The state of Israel should be taken to the international criminal court wherever possible and tried for its war crimes and possible crimes against humanity, especially those committed in the Gaza Strip, where a totally unnecessary and one-sided war was waged on an unarmed and impoverished civilian population which has been resisting against occupation and the unjust blockade. Israel should also be made to pay reparations for the wanton damage to life and properties it inflicted and continues to inflict on Gaza due to its illegal blockade and intermittent attacks and military incursions.

However, what we see instead is that Israel is threatening to wage another, more ferocious, war on the people of Gaza. Even if Israeli war criminals’ prosecution at the ICC is thwarted by its western backers, more credit and notice should be given to the Russell Tribunal, which has examined Israel’s record and found it wanting; the final session of the tribunal took place in Brussels, 16-17 March 2013. A similar tribunal was established to look at the US military’s record in Vietnam.

The time has come to punish Israel for its crimes and force it to become an ordinary state in the region forsaking its hegemonic dreams over the Middle East and role as a western policeman in the area. Our failure to bring the Zionist state to its senses will waste a great opportunity. Already, Israel is feeling the heat. A committee has been formed in the office of the Israel prime minister to tackle this very likely eventuality and Israeli army officers and political leaders, who are widely suspected of having a role in war crimes, are being advised by the Israeli government to skip certain capitals where they may be arrested and put on trial.

The Oslo Accords are long dead and there is no hope that any other “two-state solution” based on the ideas of the “International Quartet” or other regional or international forces will ever succeed due to the refusal of Israel to give back the fruits of its past aggression. The fact that it has ignored dozens of UN Resolutions and continues to trample over Palestinian rights speaks volumes about its sincerity and intentions.

The time has come for the notion of a viable two-state solution to be buried forever.

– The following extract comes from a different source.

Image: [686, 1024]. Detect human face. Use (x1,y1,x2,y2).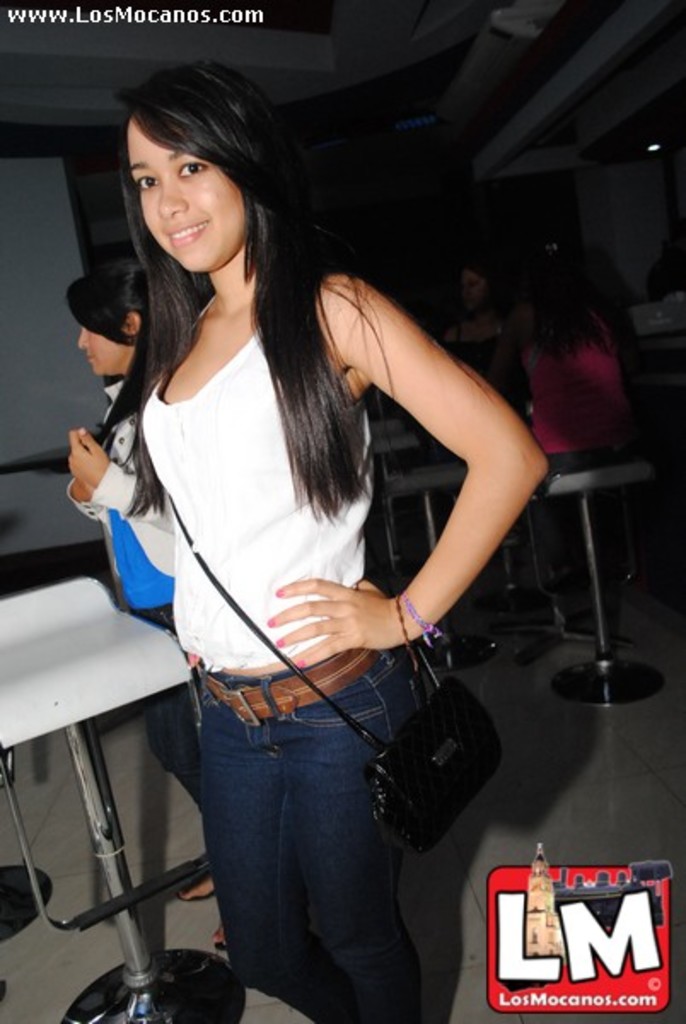
(77,304,135,364).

We must revive the original plan for a single democratic state in Palestine free of Zionist ideology, where Jews and Arabs will enjoy equal political and democratic rights. This is the only solution to allow the right of return of the Palestinian refugees; absorb the illegal Jewish settlements built on stolen lands; and cater for the illegal immigrants flooding Israel who are most vocal about expelling the original inhabitants from their historic homeland. This practical, just and humanitarian solution will also contain Israel as an expansionist and threatening entity which has become a danger to the peace and stability of the whole region. The Middle East will have no security or stability without the effective “de-Zionisation” of Palestine.

The writer is chief editor of The Milli Gazette, New Delhi

The views expressed in this article belong to the author and do not necessarily reflect the editorial policy of Middle East Monitor.